First, configure Kestrel to require client certificates and map them in Program.cs:

// Program.cs
var builder = WebApplication.CreateBuilder(args);

// Require client certificates for mTLS
builder.WebHost.ConfigureKestrel(serverOptions =>
{
    serverOptions.ListenAnyIP(5001, listenOptions =>
    {
        listenOptions.UseHttps(httpsOptions =>
        {
            httpsOptions.ClientCertificateMode = ClientCertificateMode.RequireCertificate;
            httpsOptions.AllowAnyClientCertificate(); // or use a custom validator
        });
    });
});

// Optionally map certificate to claims
builder.Services.AddAuthentication(CertificateAuthenticationDefaults.AuthenticationScheme)
    .AddCertificate(options =>
    {
        options.AllowedCertificateTypes = CertificateTypes.All;
        options.RevocationMode = X509RevocationMode.NoCheck;
        options.Events = new CertificateAuthenticationEvents
        {
            OnCertificateValidated = context =>
            {
                var claims = new[]
                {
                    new Claim(ClaimTypes.NameIdentifier, context.ClientCertificate.Thumbprint)
                };
                context.Principal = new ClaimsPrincipal(new ClaimsIdentity(claims, context.Scheme.Name));
                context.Success();
                return Task.CompletedTask;
            }
        };
    });

var app = builder.Build();
app.UseAuthentication();
app.UseAuthorization();
app.MapGet("/secure", () => "OK");
app.Run();

Second, enforce anti-forgery tokens for endpoints that serve browser clients, even when mTLS is used. In controllers or minimal APIs, validate the token explicitly:

// Minimal API with anti-forgery validation
app.MapPost("/transfer", async (HttpRequest request, IAntiforgery antiforgery) =>
{
    var httpContext = request.HttpContext;
    antiforgery.ValidateRequest(httpContext);
    // Handle transfer logic
    return Results.Ok();
}).RequireAuthorization();

// In Startup or Program, add antiforgery services if not already present
builder.Services.AddAntiforgery(options =>
{
    options.HeaderName = "X-XSRF-TOKEN";
});

Third, ensure that your OpenAPI/Swagger definitions reflect the mTLS requirement and that security schemes are correctly referenced. This helps scanners like middleBrick correlate spec-defined protections with runtime behavior:

# openapi.yaml snippets
securitySchemes:
  mTLS:
    type: mutual_tls
    description: mTLS client certificate authentication
    x-stability: stable
paths:
  /transfer:
    post:
      security:
        - mTLS: []
      requestBody:
        content:
          application/json:
            schema:
              type: object
              properties:
                amount:
                  type: integer
                toAccount:
                  type: string

By combining mTLS with explicit anti-forgery measures and accurate spec documentation, you reduce the risk of CSRF in scenarios where transport identity alone is insufficient.

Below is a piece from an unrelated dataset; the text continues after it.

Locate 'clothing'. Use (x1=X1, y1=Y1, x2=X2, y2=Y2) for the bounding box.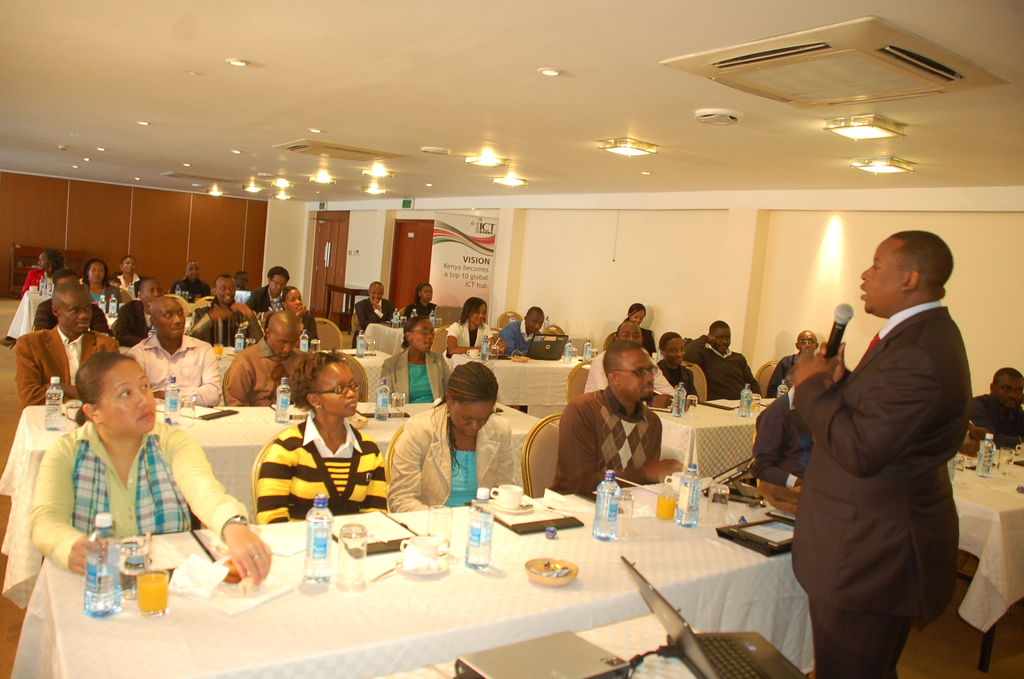
(x1=787, y1=254, x2=992, y2=671).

Frequently Asked Questions

Does mTLS prevent CSRF in ASP.NET?
No. mTLS authenticates the client at the transport layer but does not stop a browser from sending valid session cookies with forged requests. You still need anti-forgery tokens or explicit origin checks.
How does middleBrick handle CSRF and mTLS during scans?
middleBrick runs parallel security checks including Authentication and Authorization, and it analyzes OpenAPI/Swagger specs with full $ref resolution to cross-reference mTLS requirements and CSRF protections, providing findings and remediation guidance.